In the hot, humid world of a Caribbean sugar plantation on the eve of the 1791 slave uprising, a young French officer finds his world turned upside‑down by a striking figure named Bug‑Jargal. The enslaved man, marked by a striking physical deformity, moves with a fierce dignity that both intrigues and unnerves the officer. Their tentative friendship begins amid the ordinary routines of the estate, hinting at a deeper connection that defies the rigid social order.

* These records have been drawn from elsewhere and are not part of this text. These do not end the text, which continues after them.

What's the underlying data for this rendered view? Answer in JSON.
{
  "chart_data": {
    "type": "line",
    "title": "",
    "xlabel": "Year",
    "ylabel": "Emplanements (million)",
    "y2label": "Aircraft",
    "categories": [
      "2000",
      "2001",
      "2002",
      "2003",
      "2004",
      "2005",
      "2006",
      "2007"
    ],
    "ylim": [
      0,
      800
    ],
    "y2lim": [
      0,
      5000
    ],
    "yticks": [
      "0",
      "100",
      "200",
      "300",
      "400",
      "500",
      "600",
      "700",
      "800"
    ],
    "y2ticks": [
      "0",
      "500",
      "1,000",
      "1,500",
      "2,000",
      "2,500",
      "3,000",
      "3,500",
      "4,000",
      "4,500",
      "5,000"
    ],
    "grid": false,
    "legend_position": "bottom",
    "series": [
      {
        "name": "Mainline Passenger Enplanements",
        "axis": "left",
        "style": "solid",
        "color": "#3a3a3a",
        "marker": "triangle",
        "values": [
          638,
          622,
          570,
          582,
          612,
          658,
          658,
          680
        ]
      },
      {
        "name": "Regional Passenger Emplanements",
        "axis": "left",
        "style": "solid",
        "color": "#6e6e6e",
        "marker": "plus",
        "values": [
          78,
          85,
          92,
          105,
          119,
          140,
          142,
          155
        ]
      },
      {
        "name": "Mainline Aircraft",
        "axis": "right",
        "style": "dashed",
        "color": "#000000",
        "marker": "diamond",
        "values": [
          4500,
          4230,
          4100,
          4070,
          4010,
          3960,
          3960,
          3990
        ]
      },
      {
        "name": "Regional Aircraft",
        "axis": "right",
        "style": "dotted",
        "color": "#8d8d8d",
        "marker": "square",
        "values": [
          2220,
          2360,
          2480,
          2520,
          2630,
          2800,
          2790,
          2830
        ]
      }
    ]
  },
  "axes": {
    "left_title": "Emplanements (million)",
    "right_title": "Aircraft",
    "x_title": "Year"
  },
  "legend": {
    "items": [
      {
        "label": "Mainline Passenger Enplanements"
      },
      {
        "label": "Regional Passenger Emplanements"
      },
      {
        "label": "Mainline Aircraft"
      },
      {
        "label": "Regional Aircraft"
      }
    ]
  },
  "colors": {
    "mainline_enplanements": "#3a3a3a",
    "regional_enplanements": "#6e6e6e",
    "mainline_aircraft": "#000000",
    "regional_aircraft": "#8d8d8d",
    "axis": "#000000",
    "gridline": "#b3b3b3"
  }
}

As rumors of revolt swell into open conflict, the narrator witnesses the brutal clash between colonial authority and the desperate yearning for freedom. Hugo’s vivid prose captures the chaos of the early rebellion, the raw courage of Bug‑Jargal, and the officer’s growing moral doubt. The novella offers a powerful early glimpse of the author’s fascination with heroic outsiders and the timeless struggle between oppression and the human spirit.
Language
es
Duration
~5 hours (339K characters)
Publisher of text edition
Project Gutenberg
Original publisher
Spain: Calpe, 1920.
Credits
Carlos Colon, the University of Wisconsin-Madison and the Online Distributed Proofreading Team at https://www.pgdp.net (This book was produced from images made available by the HathiTrust Digital Library.)
Release date
2022-04-12
Rights
Public domain in the USA.

1802–1885
A giant of French literature, he gave the world sweeping stories of justice, mercy, love, and revolt. Best known for Les Misérables and The Hunchback of Notre-Dame, he wrote with the emotional force of a poet and the social conscience of a reformer.